Apple stores a separate resource file for each file written to a tar archive. This is based on the "`copyfile()`" library function. The resource file is stored as a full tar file entry just before the regular file in the archive and has the same name, except the last path element has "`._`" prepended. For example, the file "`some/dir/foo`" would have a resource file "`some/dir/._foo`".
Note that because the resource file has the same name, long filename extensions get unnecessarily duplicated with this arrangement. For example, using Apple's patched GNU tar distributed with Mac OS X through version 10.5, a long filename would generate the following sequence in the tar archive:
- 'L' header for the long filename of the resource file
- Body of the 'L' header with the filename for the resource file
- '0' header for the resource file itself
- Contents of the resource file
- 'L' header for the long filename of the file itself
- Body of the 'L' header with the filename for the file
- '0' header for the file
- Contents of the file.
Starting with libarchive 3.0, the main libarchive distribution supports the Apple format on Mac OS. It does not parse the contents of the resource file or provide any support for Mac OS resources on other platforms.
AIX tar adds an 'E' entry following the regular file entry for each extended attribute attached to the file. The pathname of this entry is the name of the attribute. The body contains the value of the attribute. By using the standard ustar pathname and body, AIX avoids encoding concerns encoding for these fields.
The example I've seen seems to include some data beyond the end of the EA body but I'm not sure what that is for.
Unfortunately, the AIX approach requires a minimum of 1024 bytes in the archive for each EA. It also puts the EAs after the main entry.

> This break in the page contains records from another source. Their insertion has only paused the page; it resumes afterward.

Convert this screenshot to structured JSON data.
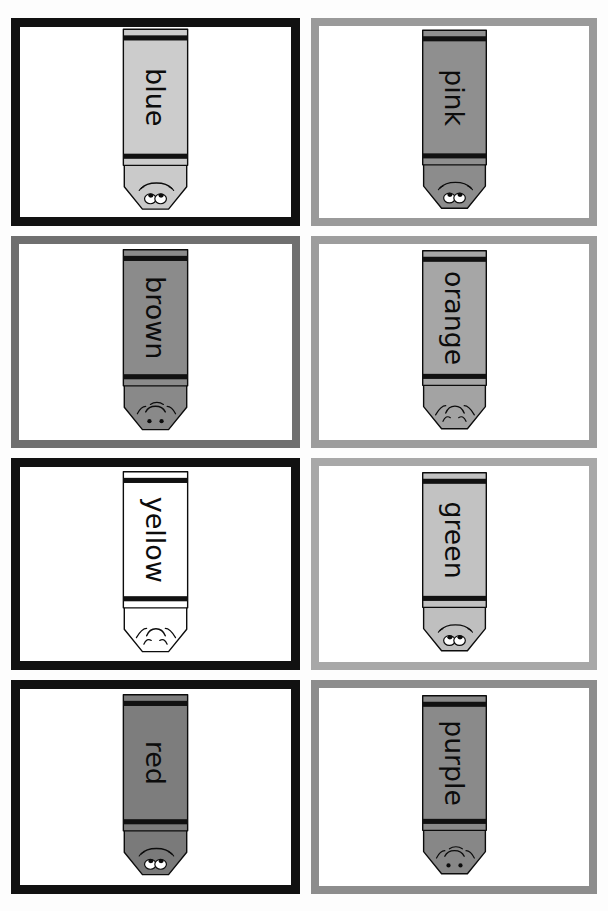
{
  "document": {
    "title": "Crayon Color Word Flashcards",
    "header_fragment_left": "y   g",
    "header_fragment_mid": "pp",
    "header_fragment_right": "g",
    "page_width": 608,
    "page_height": 911,
    "columns": 2,
    "rows": 4,
    "is_grayscale": true
  },
  "palette": {
    "ink_black": "#0c0c0c",
    "card_border": "#111111",
    "card_border_soft": "#8f8f8f",
    "card_face": "#ffffff",
    "page_bg": "#fdfdfd",
    "band_black": "#111111",
    "outline": "#0c0c0c"
  },
  "cards": [
    {
      "id": "card-blue",
      "label": "blue",
      "column": 1,
      "row": 1,
      "crayon_fill": "#cccccc",
      "crayon_tip_fill": "#cacaca",
      "border_color": "#111111",
      "border_style": "black",
      "face": "open-eyes",
      "x": 11,
      "y": 18,
      "w": 289,
      "h": 208
    },
    {
      "id": "card-pink",
      "label": "pink",
      "column": 2,
      "row": 1,
      "crayon_fill": "#8f8f8f",
      "crayon_tip_fill": "#8c8c8c",
      "border_color": "#9a9a9a",
      "border_style": "gray",
      "face": "open-eyes",
      "x": 311,
      "y": 18,
      "w": 286,
      "h": 208
    },
    {
      "id": "card-brown",
      "label": "brown",
      "column": 1,
      "row": 2,
      "crayon_fill": "#8b8b8b",
      "crayon_tip_fill": "#898989",
      "border_color": "#6f6f6f",
      "border_style": "gray",
      "face": "dot-eyes",
      "x": 11,
      "y": 236,
      "w": 289,
      "h": 212
    },
    {
      "id": "card-orange",
      "label": "orange",
      "column": 2,
      "row": 2,
      "crayon_fill": "#a6a6a6",
      "crayon_tip_fill": "#a3a3a3",
      "border_color": "#9d9d9d",
      "border_style": "gray",
      "face": "closed-eyes",
      "x": 311,
      "y": 236,
      "w": 286,
      "h": 212
    },
    {
      "id": "card-yellow",
      "label": "yellow",
      "column": 1,
      "row": 3,
      "crayon_fill": "#ffffff",
      "crayon_tip_fill": "#ffffff",
      "border_color": "#111111",
      "border_style": "black",
      "face": "closed-eyes",
      "x": 11,
      "y": 458,
      "w": 289,
      "h": 212
    },
    {
      "id": "card-green",
      "label": "green",
      "column": 2,
      "row": 3,
      "crayon_fill": "#c2c2c2",
      "crayon_tip_fill": "#bfbfbf",
      "border_color": "#a8a8a8",
      "border_style": "gray",
      "face": "open-eyes",
      "x": 311,
      "y": 458,
      "w": 286,
      "h": 212
    },
    {
      "id": "card-red",
      "label": "red",
      "column": 1,
      "row": 4,
      "crayon_fill": "#7d7d7d",
      "crayon_tip_fill": "#7a7a7a",
      "border_color": "#111111",
      "border_style": "black",
      "face": "open-eyes",
      "x": 11,
      "y": 680,
      "w": 289,
      "h": 214
    },
    {
      "id": "card-purple",
      "label": "purple",
      "column": 2,
      "row": 4,
      "crayon_fill": "#8a8a8a",
      "crayon_tip_fill": "#878787",
      "border_color": "#8d8d8d",
      "border_style": "gray",
      "face": "dot-eyes",
      "x": 311,
      "y": 680,
      "w": 286,
      "h": 214
    }
  ]
}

This is fine if you have few EAs and they tend to be large, but the applications of EAs that I've seen tend to use very small values. Adapting libarchive to support AIX EAs would also be difficult; libarchive assumes that all metadata (including EAs) precede the file data.
I've seen references to an 'E' entry used by Solaris tar but haven't yet found any detailed documentation or examples of this entry.